School of Law Conferences, Lectures & Events

No abstract provided.


Beyond Misguided Paternalism: Resuscitating The Right To Refuse Medical Treatment, S. Elizabeth Malloy Jan 1998

Beyond Misguided Paternalism: Resuscitating The Right To Refuse Medical Treatment, S. Elizabeth Malloy

Faculty Articles and Other Publications

The author focuses on the failure of the courts to provide a remedy for the right to refuse medical treatment. Health care providers, for a number of reasons, often ignore patient requests to forgo certain life-extending medical procedures. The courts have generally allowed medical professionals complete discretion in deciding whether to honor patients' requests. When patients
or their estates sue health care providers for violation of the right to refuse treatment, courts have refused to award damages. By failing to provide a remedy, the courts effectively make the right a meaningless one. While acknowledging the importance of physician autonomy, the …
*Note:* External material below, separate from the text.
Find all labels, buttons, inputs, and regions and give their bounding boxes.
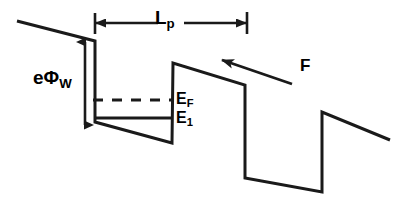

Making Motions: The Embodiment Of Law In Gestures, Bernard J. Hibbitts Jan 1995

Making Motions: The Embodiment Of Law In Gestures, Bernard J. Hibbitts

Articles

In contemporary America, the locus of legal meaning is habitually deemed to be the written word. This article pushes our conception of law’s “text” beyond its traditional inscripted bounds by focusing on physical gesture as a legal instrumentality. The few studies of legal gesture undertaken to date have explained its prominence in various legal systems and cultural environments, the significance of specific legal gestures in specific historic contexts, and the depiction of legal gestures in particular manuscripts or other specific physical settings, but no one has considered the general functions of legal gesture as a modality.